My next step was to continue to get exact death dates for each person. I looked through Ancestry.com first, and then turned to familysearch.org to find death certificates where possible.

When I couldn't find death certificates, I went to the newspapers to try to find an obituary and discover the cause of their deaths. In 1919, they were not yet publishing obituaries regularly. There are three websites I looked at to achieve this, www.newspapers.com, www.newspaperarchive.con and www.genealogybank.com. I tend to have more luck with the first and second. This time, however, I only found 2 obituaries from the 12 people I researched and only one alluded to a cause of death.

For those whose cause of death alluded me, I then turned to the history of the area they lived in to find how the Spanish Flu impacted their region. One of the areas I looked at was Ohio.
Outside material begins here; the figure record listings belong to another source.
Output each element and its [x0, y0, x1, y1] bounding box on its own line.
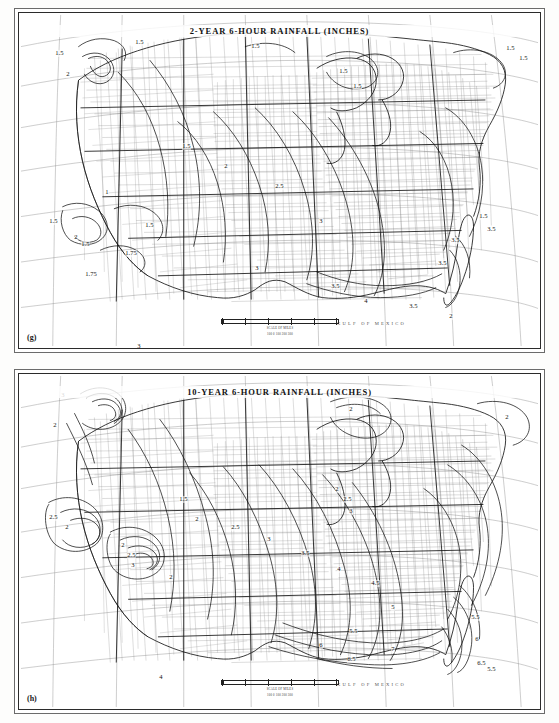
- contour-label: 2: [65, 524, 69, 531]
- contour-label: 5.5: [349, 628, 358, 635]
- contour-label: 6: [475, 636, 479, 643]
- contour-label: 1.75: [85, 271, 97, 278]
- scale-bar-h: SCALE OF MILES 100 0 100 200 300: [221, 680, 339, 697]
- contour-label: 1.5: [339, 68, 348, 75]
- map-frame-g: 1.5 1.5 1.5 1.5 1.5 1.5 1.5 2 1.5 2 1.5 …: [18, 12, 541, 349]
- contour-label: 2.5: [49, 514, 58, 521]
- map-graphic-10year: [19, 374, 540, 709]
- contour-label: 6.5: [477, 660, 486, 667]
- gulf-of-mexico-label: GULF OF MEXICO: [337, 321, 406, 326]
- scale-caption-line2: 100 0 100 200 300: [225, 332, 334, 336]
- contour-label: 2.5: [343, 496, 352, 503]
- map-panel-h: 3 2 2 2 2.5 2 2 2.5 3 2 2 2.5 3 1.5 2 2.…: [14, 369, 545, 714]
- contour-label: 4.5: [371, 580, 380, 587]
- contour-label: 2.5: [275, 183, 284, 190]
- document-page: 1.5 1.5 1.5 1.5 1.5 1.5 1.5 2 1.5 2 1.5 …: [0, 0, 559, 723]
- contour-label: 1.5: [353, 83, 362, 90]
- contour-label: 3.5: [331, 283, 340, 290]
- contour-label: 1.5: [55, 50, 64, 57]
- scale-bar-g: SCALE OF MILES 100 0 100 200 300: [221, 319, 339, 336]
- scale-bar-graphic: [221, 680, 339, 685]
- contour-label: 1.5: [479, 213, 488, 220]
- contour-label: 2: [505, 414, 509, 421]
- contour-label: 3: [255, 265, 259, 272]
- contour-label: 1.5: [251, 43, 260, 50]
- contour-label: 3: [61, 392, 65, 399]
- contour-label: 1.5: [145, 222, 154, 229]
- contour-label: 2: [66, 71, 70, 78]
- contour-label: 2: [335, 486, 339, 493]
- map-panel-g: 1.5 1.5 1.5 1.5 1.5 1.5 1.5 2 1.5 2 1.5 …: [14, 8, 545, 353]
- contour-label: 4: [337, 566, 341, 573]
- contour-label: 3.5: [451, 237, 460, 244]
- gulf-of-mexico-label: GULF OF MEXICO: [337, 682, 406, 687]
- contour-label: 3: [131, 562, 135, 569]
- contour-label: 1.5: [519, 55, 528, 62]
- contour-label: 3.5: [301, 550, 310, 557]
- contour-label: 5: [391, 604, 395, 611]
- map-graphic-2year: [19, 13, 540, 348]
- scale-bar-graphic: [221, 319, 339, 324]
- contour-label: 2.5: [231, 524, 240, 531]
- scale-caption-line1: SCALE OF MILES: [225, 326, 334, 330]
- contour-label: 2: [53, 422, 57, 429]
- scale-caption-line2: 100 0 100 200 300: [225, 693, 334, 697]
- contour-label: 2: [449, 313, 453, 320]
- contour-label: 2: [121, 542, 125, 549]
- contour-label: 1.5: [135, 39, 144, 46]
- contour-label: 2: [195, 516, 199, 523]
- contour-label: 3.5: [487, 226, 496, 233]
- contour-label: 4: [364, 298, 368, 305]
- contour-label: 2: [74, 234, 78, 241]
- contour-label: 3: [349, 508, 353, 515]
- contour-label: 1.75: [125, 250, 137, 257]
- map-frame-h: 3 2 2 2 2.5 2 2 2.5 3 2 2 2.5 3 1.5 2 2.…: [18, 373, 541, 710]
- contour-label: 2: [349, 406, 353, 413]
- contour-label: 3: [319, 218, 323, 225]
- contour-label: 2: [169, 574, 173, 581]
- contour-label: 4: [159, 674, 163, 681]
- contour-label: 1.5: [182, 143, 191, 150]
- contour-label: 3.5: [438, 260, 447, 267]
- contour-label: 1.5: [81, 241, 90, 248]
- contour-label: 3: [137, 343, 141, 349]
- contour-label: 2.5: [127, 552, 136, 559]
- contour-label: 1.5: [49, 218, 58, 225]
- contour-label: 1: [105, 189, 109, 196]
- panel-label-g: (g): [27, 333, 36, 342]
- scale-caption-line1: SCALE OF MILES: [225, 687, 334, 691]
- contour-label: 6: [319, 642, 323, 649]
- contour-label: 5.5: [487, 666, 496, 673]
- contour-label: 3: [267, 536, 271, 543]
- contour-label: 3.5: [409, 303, 418, 310]
- contour-label: 2: [224, 163, 228, 170]
- contour-label: 5.5: [471, 614, 480, 621]
- panel-label-h: (h): [27, 694, 37, 703]
- contour-label: 1.5: [179, 496, 188, 503]
- contour-label: 1.5: [506, 45, 515, 52]
- contour-label: 6.5: [347, 656, 356, 663]
- contour-label: 7: [391, 646, 395, 653]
Although the main deaths occurred in Camp Sherman, Chillicothe and Dayton, deaths continued into January of 1919 (https://ohiohistorycentral.org/w/Influenza_Epidemic_of_1918). In fact, according to local newspapers to the area I research, Seneca and Sandusky Counties, their were cases into late 1919 and a run of the regular flu in early 1920. Another factor to assessing to probability of the flu being the cause of death, is that the Spanish flu mainly attacked young, healthy people, about 20 to 40 years old.

Of the 16 people who died in 1919 and 1920, only one says absolutely that she died of Pneumonia caused by influenza. Another two died of pneumonia but had chronic conditions prior so it is possible that they were more susceptible to the flu. Another woman was found dead by the physician and the cause of death is unknown. She seems to have lived on her own so there was no one to confirm if she ailed of the flu before her death. Another further four women I ruled out either because of their cause of death or the fact that they are beyond the age range that was typically struck by the flu. The remaining four people I could not find any hint of their deaths, however three of them were about the right age to have contracted it. Interestingly enough, all of those who died in these two years were women except for one. I think that my family got off very lucky when it came to the loss they suffered. I believe the cause for this is that my family were mainly rural farmers, so likely didn't have a lot of contact with those infected by the flu. While the flu affected every part of the globe, the highest death rates were among the cities and larger congregations of people, such as the military and labor camps.

© Copyright 2023 Barbara Swihart Miller (UN: bsmiller at Writing.Com). All rights reserved.
Barbara Swihart Miller has granted Writing.Com, its affiliates and its syndicates non-exclusive rights to display this work.